In all of this, do not hear me diminishing brokenness or considering the call to go in a cross-cultural context. The need is great, but the point I’m trying to make is that that is not the “why” behind why we go. We go because God has called us to love Him and love our neighbor. And that love, permeating from abiding in God, is what has and will continue to sustain us as we strive in faithfulness before Him. So my question to you now is, are you living faithfully in loving God and loving your neighbor? Are you being a faithful steward of what God has given you today, or are you so consumed with glorifying God tomorrow that you miss his leading now? And are your hands open to giving up everything and going to the heart of a foreign country, or maybe the inverse, in being a backwater pastor to the middle of nowhere Kentucky, if that’s what God leads you into? Have you wrestled with brokenness and found sustainment in the Gospel and God’s sovereignty? These are the questions I meditate on now, days after returning home, as I begin to recognize what it means to live missionally in all parts of my life. To love God with all my heart, soul, mind, and strength, and to faithfully love my neighbor as Jesus loved me. Continuing to advocate for the nations and stoking that desire in myself to go, but remaining steadfast in holding my hands always open to wherever he might lead. This is where I want my heart to rest, in the center of God’s sovereignty and loving plans. He deserves all the glory; therefore, let us faithfully raise up worshipers from every nation, tribe, and tongue before Him. He is worthy. Worthy of all praise.

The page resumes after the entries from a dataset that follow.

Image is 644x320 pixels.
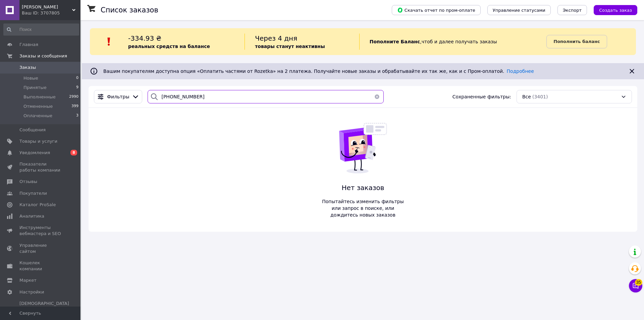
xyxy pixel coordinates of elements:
input: Поиск по номеру заказа, ФИО покупателя, номеру телефона, Email, номеру накладной [148,90,384,103]
span: Маркет [19,278,37,283]
span: -334.93 ₴ [128,34,161,42]
span: Управление сайтом [19,242,62,255]
span: Показатели работы компании [19,161,62,173]
span: Отмененные [23,103,53,109]
span: Сообщения [19,127,46,133]
b: Пополнить баланс [553,39,600,44]
b: товары станут неактивны [255,44,325,49]
a: Создать заказ [587,7,637,12]
b: реальных средств на балансе [128,44,210,49]
span: 35 [635,279,643,286]
div: , чтоб и далее получать заказы [359,34,547,50]
span: Главная [19,41,38,48]
span: 3 [76,113,78,119]
span: Инструменты вебмастера и SEO [19,225,62,237]
span: Через 4 дня [255,34,297,42]
span: Управление статусами [493,8,546,13]
span: Вашим покупателям доступна опция «Оплатить частями от Rozetka» на 2 платежа. Получайте новые зака... [103,68,534,74]
button: Создать заказ [594,5,637,15]
span: Фильтры [107,93,129,100]
span: 2990 [69,94,78,100]
span: Кошелек компании [19,260,62,272]
div: Ваш ID: 3707805 [22,10,80,16]
span: Экспорт [563,8,582,13]
span: Заказы и сообщения [19,53,67,59]
b: Пополните Баланс [370,39,420,44]
h1: Список заказов [101,6,158,14]
span: Скачать отчет по пром-оплате [397,7,475,13]
span: [DEMOGRAPHIC_DATA] и счета [19,300,69,319]
button: Скачать отчет по пром-оплате [392,5,481,15]
span: Сохраненные фильтры: [453,93,511,100]
span: 399 [72,103,78,109]
button: Очистить [370,90,384,103]
span: 0 [76,75,78,81]
span: 9 [76,85,78,91]
span: Уведомления [19,150,50,156]
span: Нет заказов [319,183,407,193]
button: Управление статусами [488,5,551,15]
button: Экспорт [557,5,587,15]
span: Принятые [23,85,47,91]
span: Новые [23,75,38,81]
span: Аналитика [19,213,44,220]
span: Все [522,93,531,100]
button: Чат с покупателем35 [629,279,643,293]
img: :exclamation: [104,37,114,47]
span: Отзывы [19,179,37,185]
input: Поиск [3,23,79,36]
span: nyro [22,4,72,10]
a: Пополнить баланс [547,35,607,48]
span: Настройки [19,289,44,295]
span: Попытайтесь изменить фильтры или запрос в поиске, или дождитесь новых заказов [319,198,407,219]
span: Заказы [19,64,36,71]
span: Оплаченные [23,113,52,119]
span: Покупатели [19,190,47,197]
span: Каталог ProSale [19,202,56,208]
span: (3401) [532,94,548,100]
span: Товары и услуги [19,139,57,144]
span: 8 [71,150,77,156]
a: Подробнее [507,68,534,74]
span: Создать заказ [599,8,632,13]
span: Выполненные [23,94,56,100]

What a gift this trip has been to me, and how persistently God is shaping me through these wrestling’s with his plans. I am abundantly thankful to have experienced so much, including some highlights like:

  • Morning Chai
  • Crazy Game Nights
  • City Amazing Race
  • Fellowshipping With Global Church Family
  • Wild Egyptian Rat-Slap Games
  • Engaging the City and having open Gospel Conversations
  • Next Level McDonald’s
  • Visiting a Local Seminary and Playing Ultimate Frisbee
  • Temple Visits and Prayer Walking
  • Superman Movie in 4D
  • Bowling and Team Ice Cream
  • Spending Time with our Missionary Friends
  • Hanging with the NT peeps
  • Late Night Convos with the Boiz
  • Deep Intentional Times in the Word

…and a whole lot more.

Part 2 of my trip finally comes to a close, and the summer approaches its end, so I now ask the question “what does God want me to carry forward?” As I unpack this trip, its experiences and wrestlings, and vitally pull from God’s word, my mind settles on a single phrase. “Wait on the Lord.” This is directly convicting as my thoughts continually race forward to tomorrow. To the next days ministry, the preparations that need to be made, to my future. However this word of waiting, along with the lesson of being faithful in the work today, nips my pride and anxiousness right in the bud. I want to live obediently in the now, loving those around me where I’ve been placed. This is what brings glory to God: waiting on the one who acts for those who wait on him (Isaiah 64:4). As I come to the end of this chapter, walking further into this journey with the Lord, I want to leave you with the lyrics to a simple song. Words that my heart cling to.

I will wait on You
I will wait on You
I will trust in You
I will trust in You

I will remain confident in this
I will see the goodness of the Lord
I will remain confident in this
I will see the goodness of the Lord

Everlasting God – William Murphy

May we wait on the Lord and watch him act, as he brings every ounce of glory to himself. To him be the glory forever and ever. Amen and Amen.